Initial thoughts on form validation with Livevalidation
I have been doing a lot of javascript programming this week, so here are what I have learned so far about live validation.
Form validation with Livevalidation
I am using a library called Live Validation, which I so far like.
Conflict with jquery when submitting
However if you are using it in conjunction with jquery, which I do, there is one conflict. When livevalidation is turned on for a field, livevalidation also takes care of the submit handler of that form, inserting itself in a chain with the original handler placed after it. In this way livevalidation can stop the submitting of a form. However in my use case I had a jquery form submit event handler set up on loading the page, and this one fired even when validation failed since it somehow managed to sneak in before livevalidation.
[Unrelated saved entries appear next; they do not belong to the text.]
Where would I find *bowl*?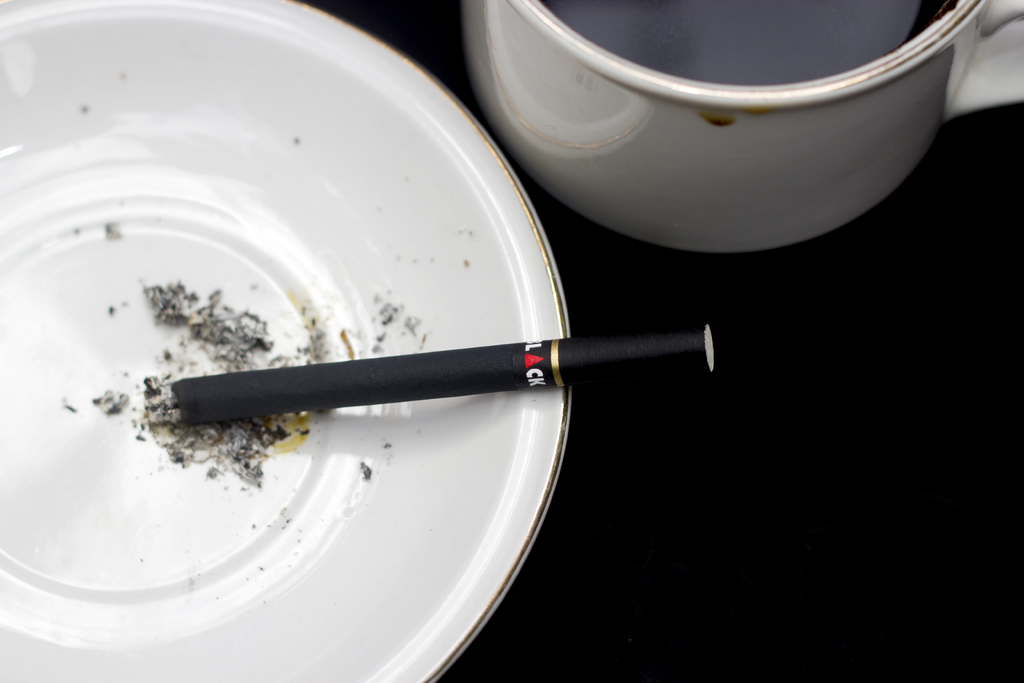
At 442, 0, 1014, 232.
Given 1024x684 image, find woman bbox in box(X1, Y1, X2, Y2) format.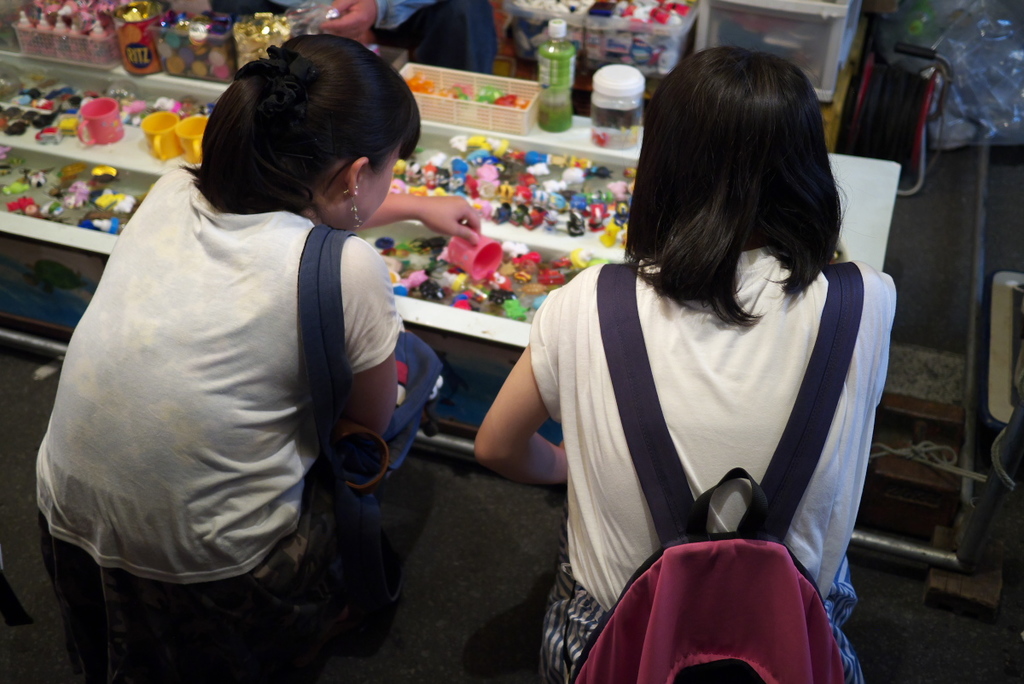
box(32, 34, 491, 683).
Since my code submits another form as part of that code, that did not work out well.
Solution was to assign my code to the onsubmit handler of the form, instead of using fancy jquery event interception. Then livevalidation can then sneak in and stop the shenanigans.
An empty field with an email validator still validates
Secondly a thing that is logical on scrutiny when it comes to livevalidation, is that even if you have marked a field that it must contain a valid e-mail address, an empty field also validates.
Why? I believe it is because there is the use case that you would like to validate optional fields too. The solution is to stick two validators on the field, one for e-mail and one for at least something (Validate.Presence in livevalidation speak).
Liveavalidation tries to validate non-existing removed fields
If you remove input fields from your form with jquery's remove(), while these inputs still have Livevalidation validators on them, Livevalidation will still remember them and refuse to submit the form if they have any validators on them that checks for empty. Solution is to go through the inputs before you remove them and do something like this:
var fieldid = $(v).attr('id');
var aField = new LiveValidation(fieldid);
aField.disable();
Calling the Livevalidation destroy() methid is not enough unless you manage to get hold of the original Livevalidation object(s) for that field, so use disable().